Raucous didn’t move his attention from Jim’s face.  “No, but it should have been me.  It was mine to do.”

The Nurse grabbed Raucous’ arm, and pulled him around so he faced her.  She was five feet five, with short, cropped blonde hair.  She would be shorter without the thick rubber hospital shoes.  Raucous towered above her.  She had covered her face carefully with foundation, a color that didn’t quite match her natural rosy skin, but covered the small scars the right side of her face carried.  They were small, five in total, small bumps in long threads showing a surgeon had worked miracles.  Under her right eye, a scar had dragged down the lower eyelid.  It was subtle but it was there if you looked.  Her hazel eyes burned as she stared up into Raucous’ face.  She was shaking, fighting against the hate-filled adrenaline that surged in her body. 

“You didn’t have the courage to make good on your promise.  He was cut up before he died.”

“I made a mistake.  He never begged.”

“He never begged for anyone.  Too proud to be squealing.”

“He-”

Raucous couldn’t finish the phrase.  He had no idea what to say.  But the nurse gave him no chance to finish.  She raised her hand and arced a fast, sharp slap on Raucous’ face.  Raucous could have stepped back, and he instinctively made the first move of avoidance.  But he moved back and accepted contact.

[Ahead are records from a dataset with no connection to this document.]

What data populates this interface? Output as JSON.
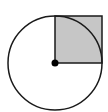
{
  "diagram": {
    "colors": {
      "background": "#ffffff",
      "stroke": "#1a1a1a",
      "square_fill": "#c6c6c6",
      "center_dot": "#000000"
    },
    "circle": {
      "cx": 55,
      "cy": 63,
      "r": 47
    },
    "square": {
      "x": 55,
      "y": 16,
      "width": 47,
      "height": 47
    },
    "center_point": {
      "cx": 55,
      "cy": 63,
      "r": 3.5
    }
  }
}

He looked at the Nurse as the sting on his cheek receded.  He read the name tag she had pinned to her green coveralls, Charlotte Evans.  A nice name, he thought.  He would have chosen different, but Charlotte sounded right. 

Her energy had gone, her shakes remained.  Her stare continued.  Raucous had seen the same look from men inside.  She had started, goaded and she wanted retaliation. She needed to fight, to test herself and ease the hate out of her body.  But Raucous was tired, he was thinking that maybe he couldn’t do this after all; maybe he wasn’t the man he thought he was.  The doubts he always had, the lack of self-confidence he had carried since before his teens, the fear of being hurt he hid in aggression.  Today was not the day, and this petite nurse was never going to be a victim again.  Not at his hands.  He smiled, but conveyed only sadness. 

“I thought you would have done that sooner,” Raucous said. 

They looked at each other and Raucous exhaled. 

“Christian is alive,” he said. 

Charlotte squinted. 

“I know.  He’s here, in town," she said.  "Seems you are not the only miracle.”